A crowd of teenagers huddles outside the O2 Academy in Brixton, their phones held aloft like votive candles. They are waiting for XG, a seven-piece Japanese girl group whose rise has been anything but accidental. The British music industry, which has spent years wringing its hands over the decline of homegrown pop factories, is now applauding the Japanese model with an enthusiasm that borders on envy. But what is the human cost of this gleaming product?
XG stands for Xtraordinary Girls, and their backstory is indeed extraordinary. For five years, these seven young women trained for up to twelve hours a day, six days a week, in a programme that makes the K-pop system look like a holiday camp. They learned not just singing and dancing, but English, Korean, Japanese, and the art of being completely identical in movement yet distinct in personality. The result is a group that moves like a single organism, and speaks to their fans in three languages without a stumble.
I spoke to one of the trainees' mothers, a woman in her fifties who had moved from Osaka to Seoul to be near her daughter. 'She was twelve when she started,' she told me. 'I would see her once a month. She cried every night for the first year. But she wanted this more than anything.' The cold, hard calculus of the entertainment industry: you can have the glittering prize, but you must pay for it with years of your life.
The British music insiders I spoke to are unapologetic. 'We've lost the art of development,' a senior A&R man told me over a gin and tonic in Soho. 'We want instant success. XG shows that if you invest in talent, properly invest, you get stars who can actually perform.' He pointed to the group's recent performance on The One Show, where they sang live and danced simultaneously without a wobble in pitch. 'Name me a British group that can do that now,' he said.
But the shift has a shadow side. In Tokyo, I visited a 'talent school' where hundreds of hopefuls, some as young as nine, spend their weekends training in windowless rooms. The parents sit in cafeterias, sipping overpriced coffee, their eyes glued to the clock. One father, a salaryman who had taken a second job to pay for his daughter's lessons, told me: 'She is happy. This is her dream.' But dreams can be double-edged. The XG trainees reportedly lived in dormitories, with strict rules about diet, social media use, and even friendships. The company, Avex, controls every aspect of their image.
The cultural shift is palpable. In the UK, we have watched the demise of the reality TV star factory and the rise of the social media influencer, a figure who manufactures their own fame from a bedroom. XG represents a return to the old model: the long, grinding apprenticeship. And British teenagers are hungry for it. 'I want to train like them,' a sixteen-year-old fan told me outside the venue. 'I'd give up everything for that.'
But would she? The XG members are forbidden from dating, not even allowed to have smartphones in their first two years. They are traded, in essence, as assets. The British industry, which has historically fetishised the amateur, the raw, the 'real', may be about to embrace a system that is anything but. The applause from British executives feels like a surrender: we have given up on organic talent, so we will import the factory model instead.
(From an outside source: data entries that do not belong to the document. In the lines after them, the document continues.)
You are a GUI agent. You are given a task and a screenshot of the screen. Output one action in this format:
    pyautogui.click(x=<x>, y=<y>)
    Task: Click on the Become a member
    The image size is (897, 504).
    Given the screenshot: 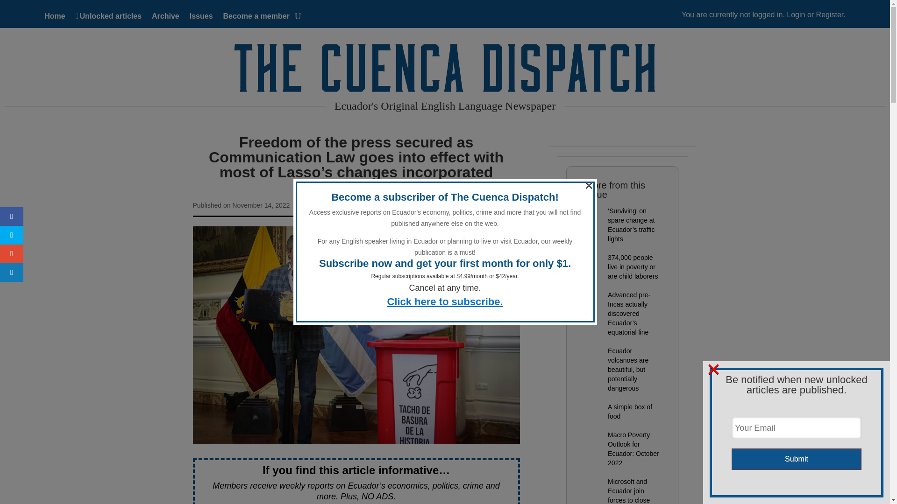 What is the action you would take?
    pyautogui.click(x=256, y=18)
    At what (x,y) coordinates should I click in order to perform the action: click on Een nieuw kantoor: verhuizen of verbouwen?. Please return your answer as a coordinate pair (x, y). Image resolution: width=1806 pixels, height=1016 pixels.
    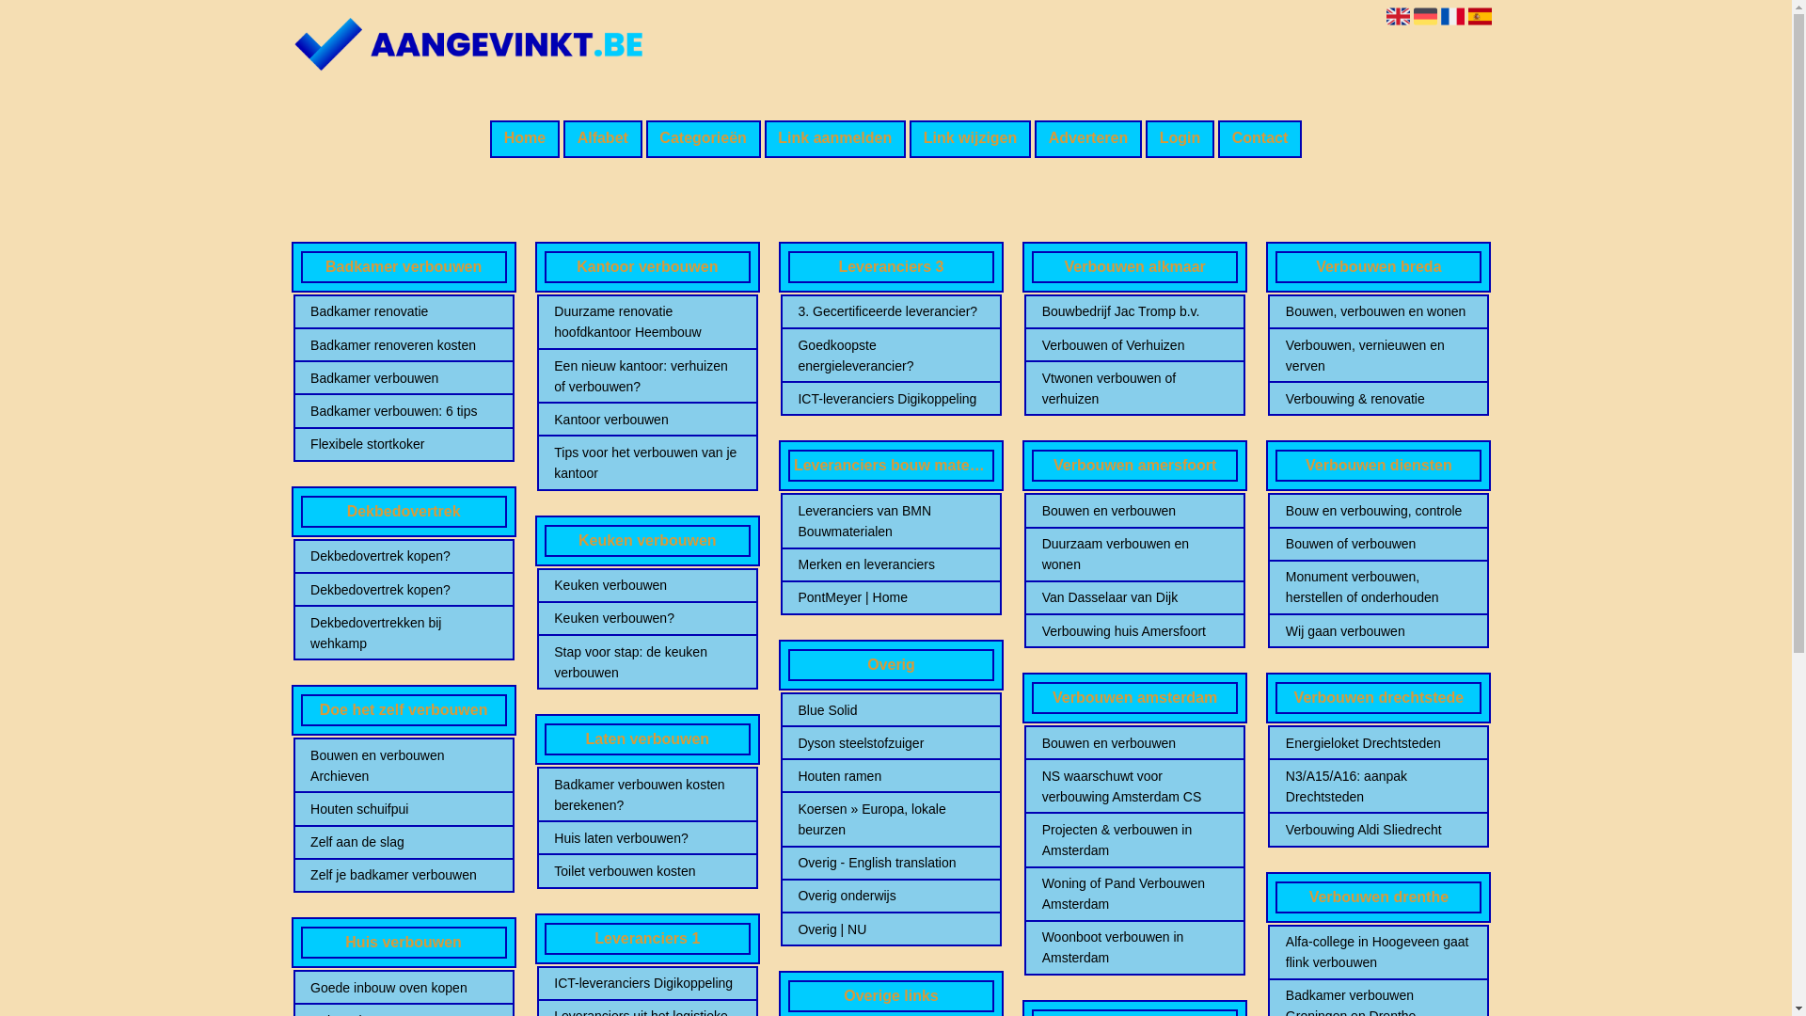
    Looking at the image, I should click on (647, 376).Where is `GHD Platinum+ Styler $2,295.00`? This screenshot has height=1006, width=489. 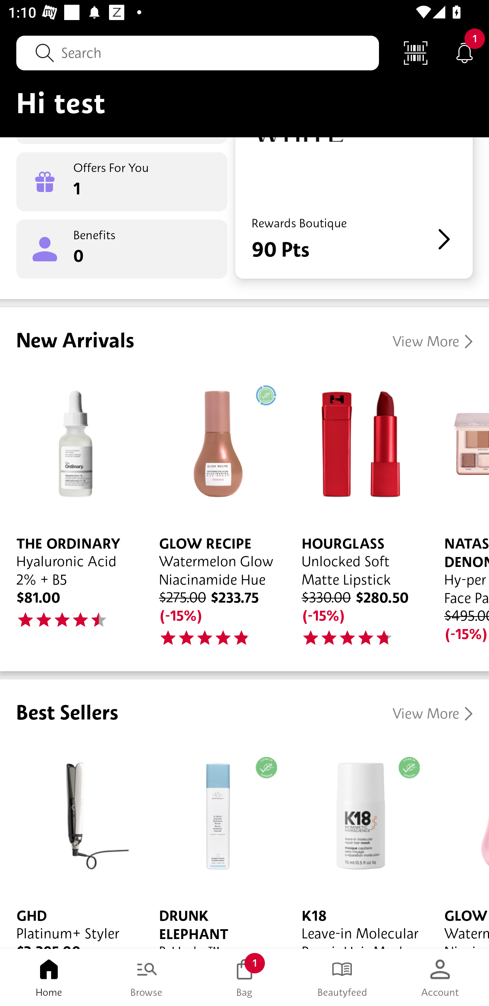
GHD Platinum+ Styler $2,295.00 is located at coordinates (71, 845).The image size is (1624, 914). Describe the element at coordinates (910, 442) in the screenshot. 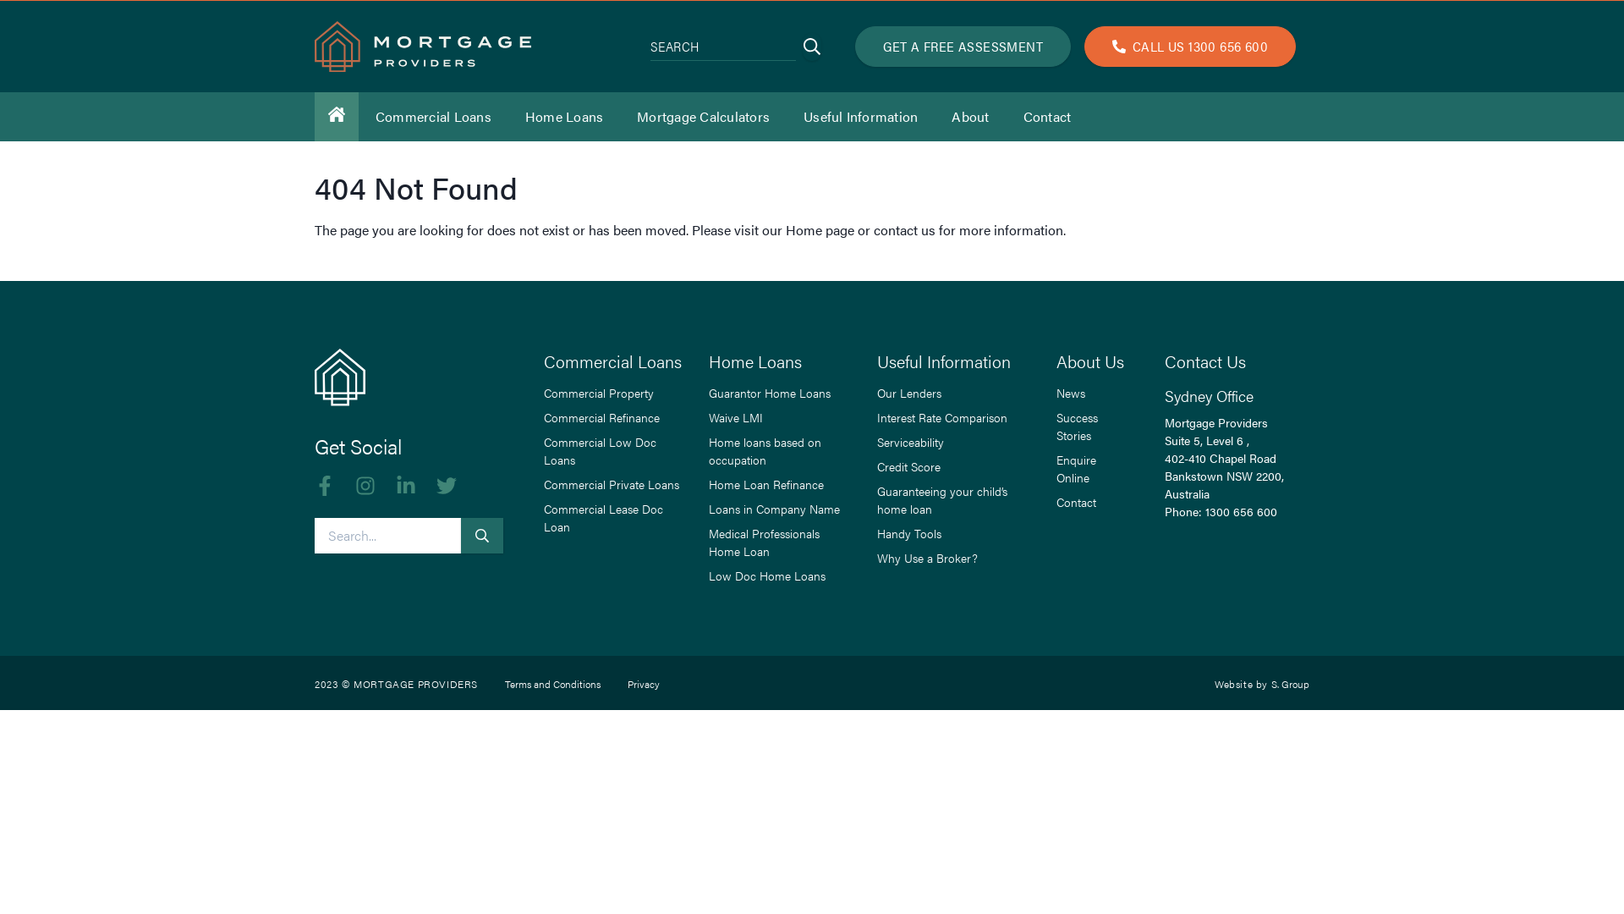

I see `Serviceability` at that location.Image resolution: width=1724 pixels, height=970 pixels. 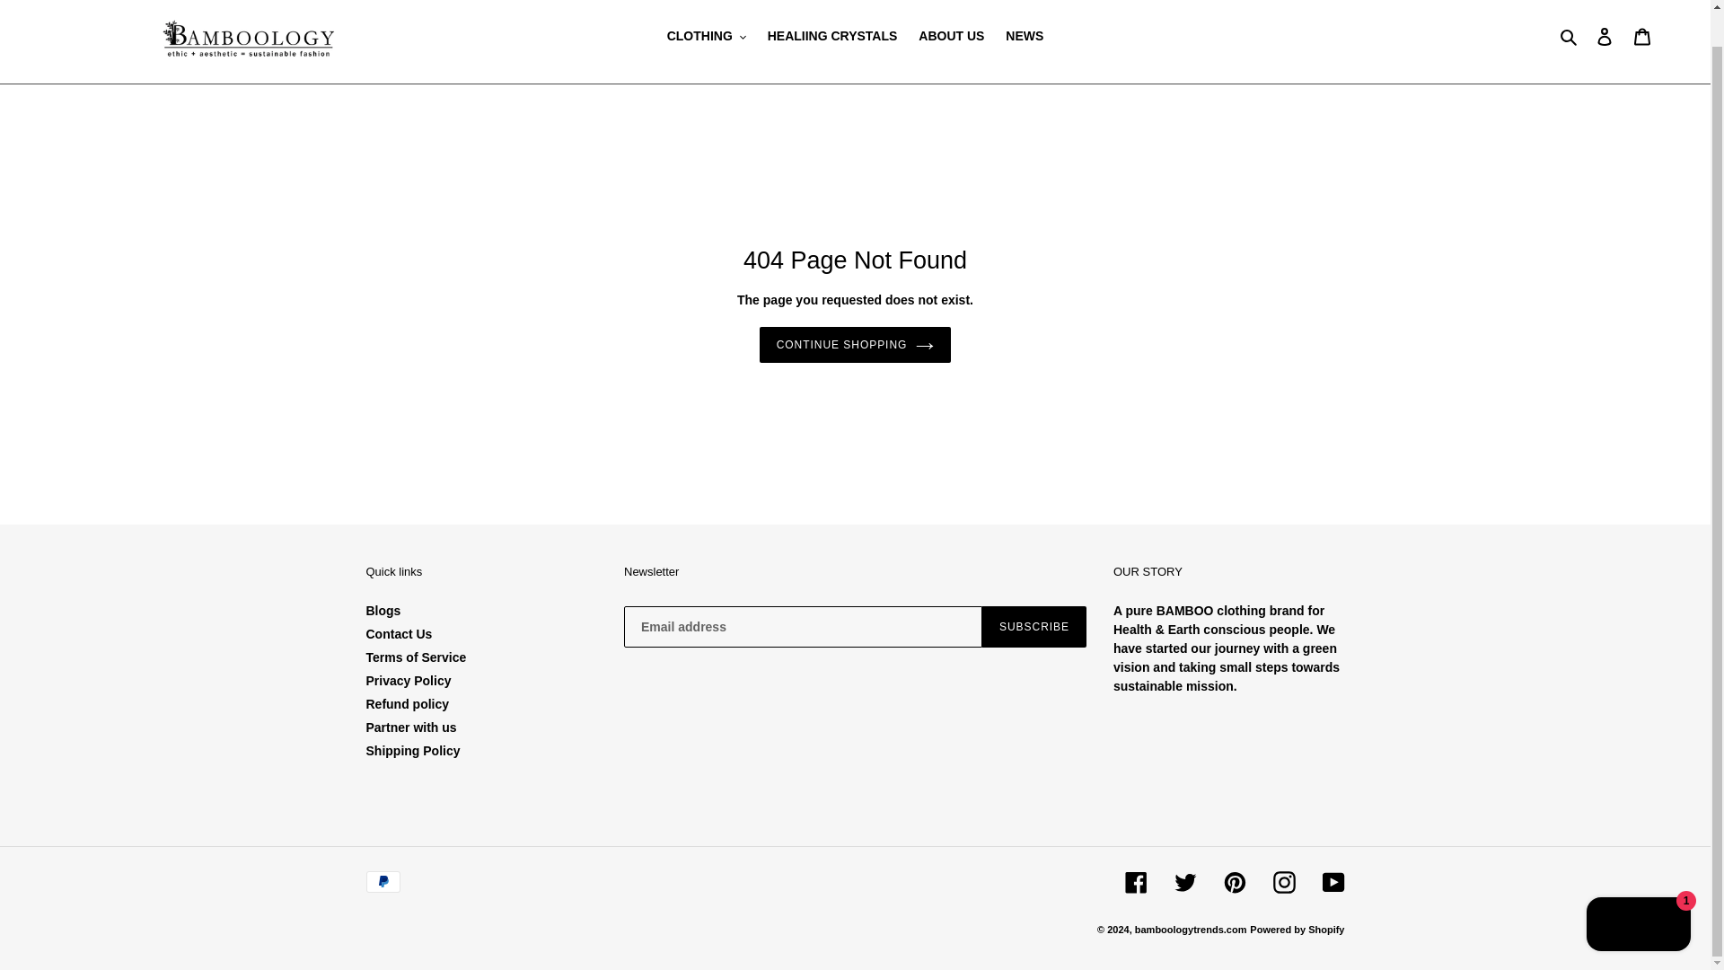 I want to click on Terms of Service, so click(x=417, y=656). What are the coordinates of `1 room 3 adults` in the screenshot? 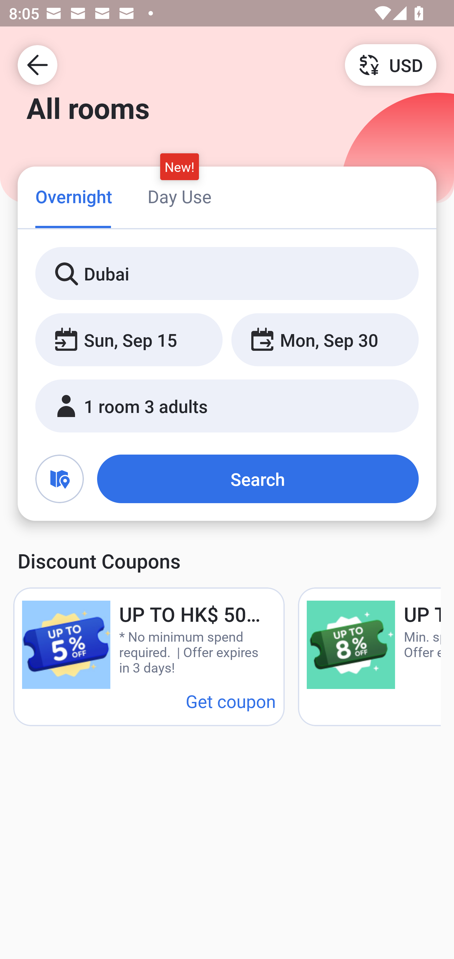 It's located at (227, 406).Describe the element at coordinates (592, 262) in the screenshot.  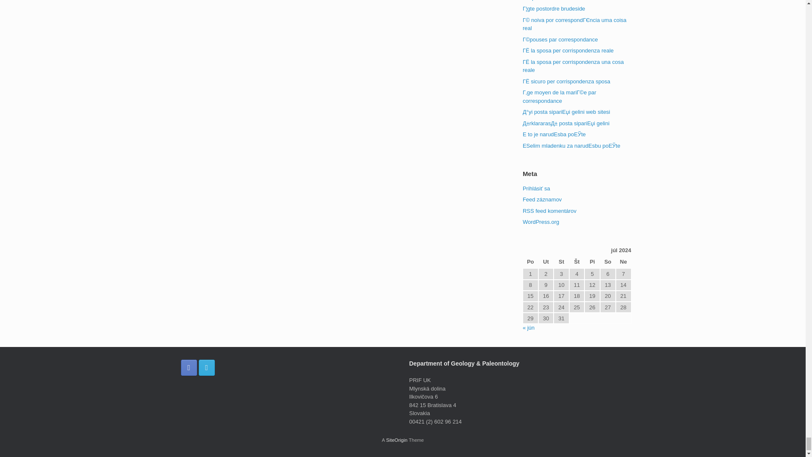
I see `piatok` at that location.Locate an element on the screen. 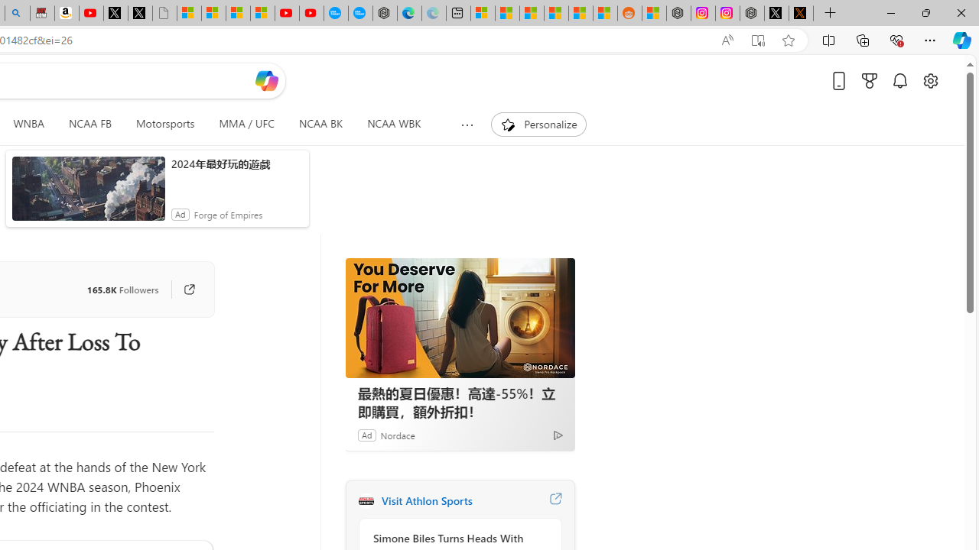 Image resolution: width=979 pixels, height=550 pixels. New Tab is located at coordinates (830, 14).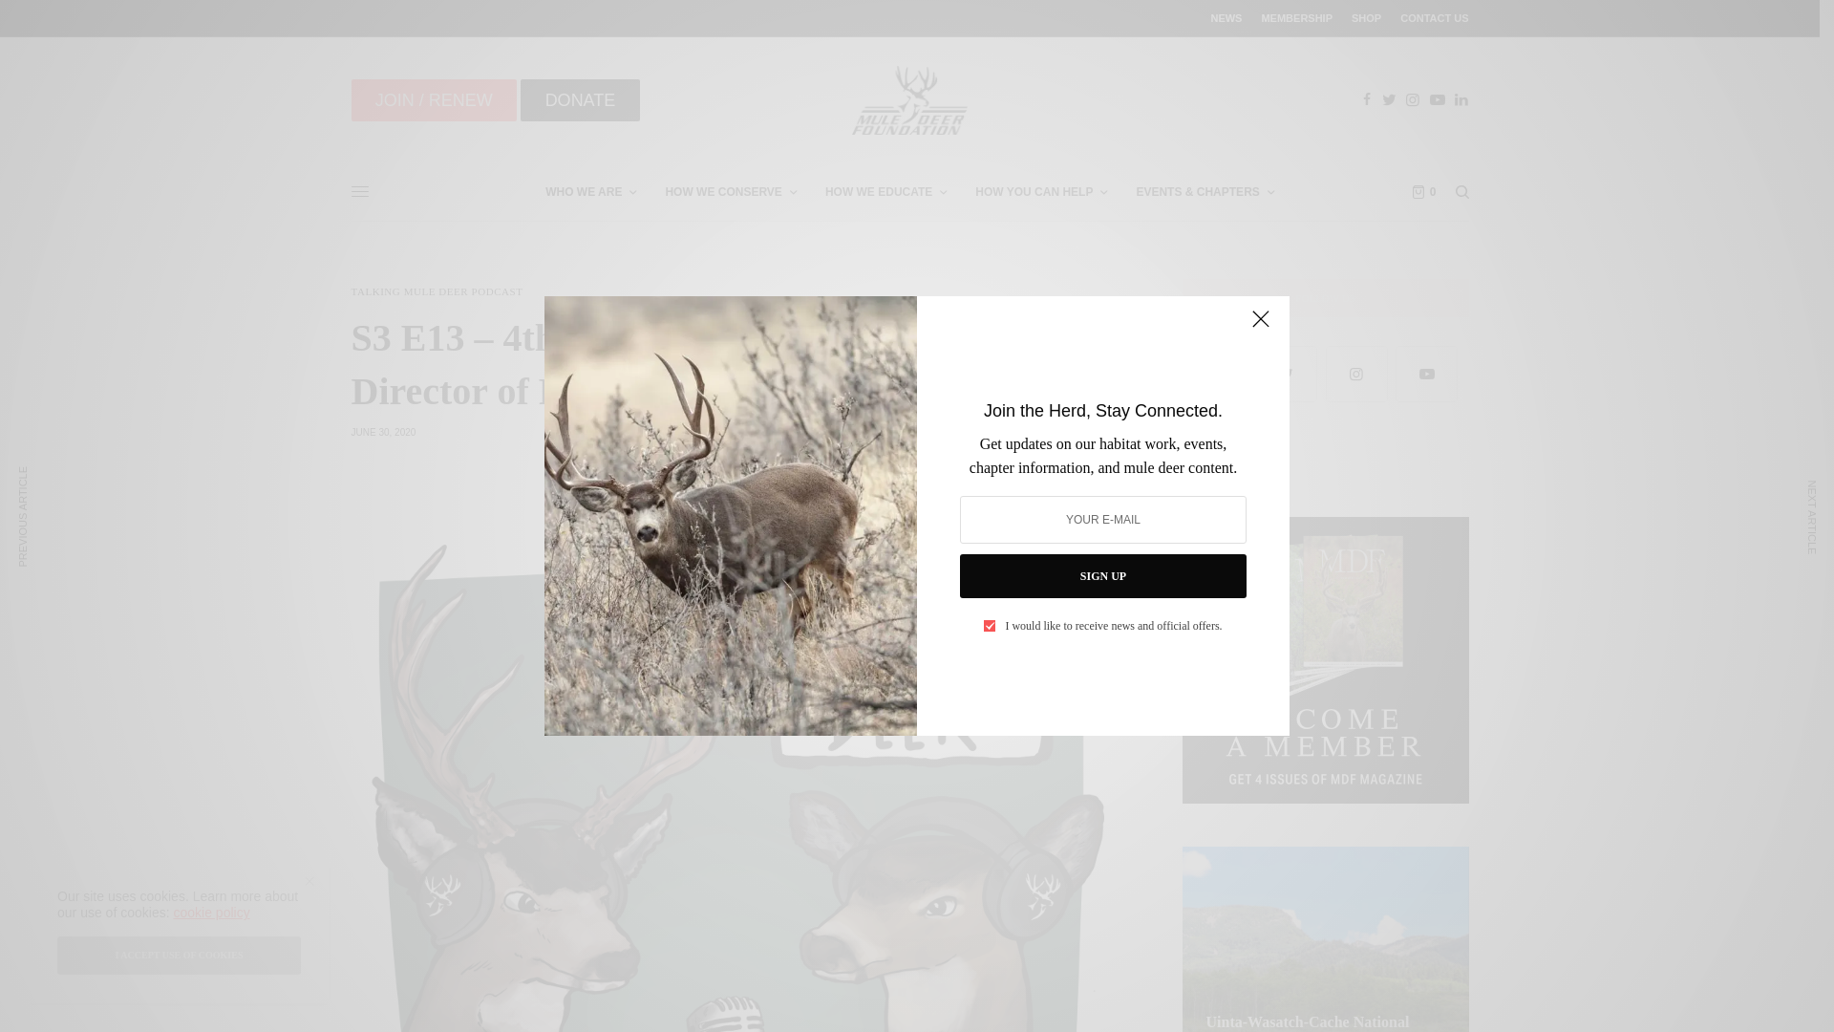  What do you see at coordinates (1435, 17) in the screenshot?
I see `CONTACT US` at bounding box center [1435, 17].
As the crowd files into the O2 Academy, I watch a mother adjust her daughter's light stick and whisper something in her ear. The girl's eyes are wide, full of a hope that feels both innocent and terrifyingly specific. XG is the dream made flesh, but behind every sparkling performance there is a child who didn't get to go to school, didn't get to make friends, didn't get to fail. And that is a trade we are all now willing to make.